"The Lord direct your hearts into the love of God, and into the patience of the Christ." 2 Thess. 3:5; J.N.D. Trans.
"The love of God is shed abroad in our hearts by the Holy Ghost which is given unto us." So runs the witness of Rom. 5:5. It is God's own love to us, not our love to Him—love that towers high above all earthly love, however great. The love of friend for friend may be wonderful, as was the love of Jonathan for David, and the love of a mother for her child is tender and unwearying, but the love of God to us—His own love—is incomparably greater and is all the more beautiful, in that there was nothing in us to call it forth. He loved us when we were sinners, and gave His Son to die for us.
We can never doubt that love as we gaze upon the cross. Love emptied itself there. It gave its all for us—for you, for me.
What an answer this is to Satan's lie in the garden of Eden! There he succeeded in persuading Eve that God withheld something that would be for her good to have. Oh, what a harvest of sorrow, tears, anguish and death, has followed that disbelief of God's love! But that love, suspected and disbelieved in Eden, has displayed itself at Calvary. How? He spared not His own Son, but gave Him up for us all. There we learn the mighty, measureless love of God.
And this perfect love casts out fear. It must do so, for how could we be afraid of One who loves with perfect love? Now God's love is perfect, and withal holy, for He has known our sins, and shown His love in the very thing that has put those sins away. "Herein is love, not that we loved God, but that He loved us, and sent His Son to be the propitiation for our sins." 1 John 4:10.
We would not wish God to think lightly of our sins, nor would He if such were our wish. God abhors sin, and it is our joy and rest to see that all that was due to us and to our sins has been borne by God's own Son. The cross has put our sins away forever, and it solemnly and clearly tells us that God is light and God is love.
But has that love, which thought of our deep spiritual need, and made such ample provision for it in Christ, withdrawn its eyes from us, not caring to behold us any more till we are seen in glory? Oh, no! the very hairs of our head are all numbered, and if not a sparrow falls to the ground without our Father, are we not of more value than many sparrows?
It is into the present love of God—the love that cares for us today—that our hearts need to be directed, for it is there they may find rest, and nowhere else.
We know no yesterday but the cross, and no tomorrow but the glory, but there is today—the wilderness and the things that surely come upon us there.
The power of God, like His love, is infinite. He is able to make the rough places smooth, and never to suffer a thorn to pierce our foot. And the knowledge of God's power is the very door by which Satan often seeks to insinuate into the mind a doubt as to God's love. The soul reasons thus: "If God loves me with a Father's love,' why does He not do this or that for me? Why do my prayers remain so long unanswered?

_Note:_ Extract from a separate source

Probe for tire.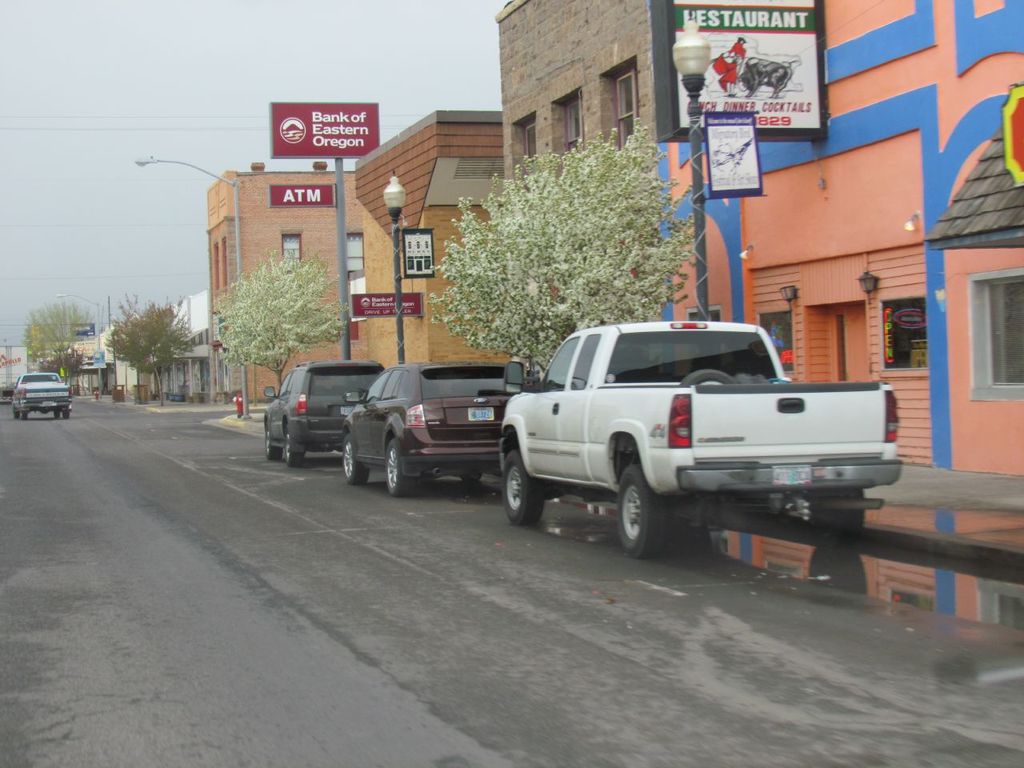
Probe result: 260,422,282,460.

It is not because God does not love you that the answer to prayer is sometimes slow in coming, and that sometimes the answer is "No." God has lessons to teach which would never be learned if our will guided His hand. How much the beloved family at Bethany would have missed if Lazarus had not been suffered to go down to the grave. And what a loss it would have been if the thorn in the flesh had been taken away in answer to his thrice-repeated prayer.
There are many things that may remain a mystery to us on earth. How often the life, which to our view seemed so necessary, is taken away, while one that might have been more easily spared, is left to linger on year after year. God does not explain all this to us. He does not tell us His reasons, but He asks us to confide in His wisdom and His love. Let us have patience. The night will soon be gone, and in the morning light of that endless day we will see what is now hidden from our eyes.
If the past could be blotted out, and we could begin life's journey afresh, and God were to ask us whether we would choose our own path, and fill it up as it seemed best to us, or whether He would choose for us, would we not put it into His hand for Him to choose and lead?
"Choose the path, the way whatever Seems to Thee, O Lord, the best."
Surely faith would say so.
This is the time of His patience. He is seated on His Father's throne, but He does not yet have His bride. He waits in patience to see the fruit of the travail of His soul. Nor does He have the world kingdom now, but He who said, "Sit Thou at My right hand," also said, "until I make Thine enemies Thy footstool."
Psalm 110:1. Hence He waits in patience now. This is not the "kingdom and patience of Jesus Christ." Rev. 1:9. Soon it will be the kingdom and glory of Jesus Christ. And before then we shall be ushered into His presence in bodies of glory like His. What a scene of unutterable joy and delight!
Then from those cloudless heights we shall look back and remember "all the way the Lord thy God hath led thee." Then we shall see that the hand that ordered everything was a Father's hand, and that His way was better than our way. Rest in His love, lean on His bosom, till the day break, and the shadows flee away.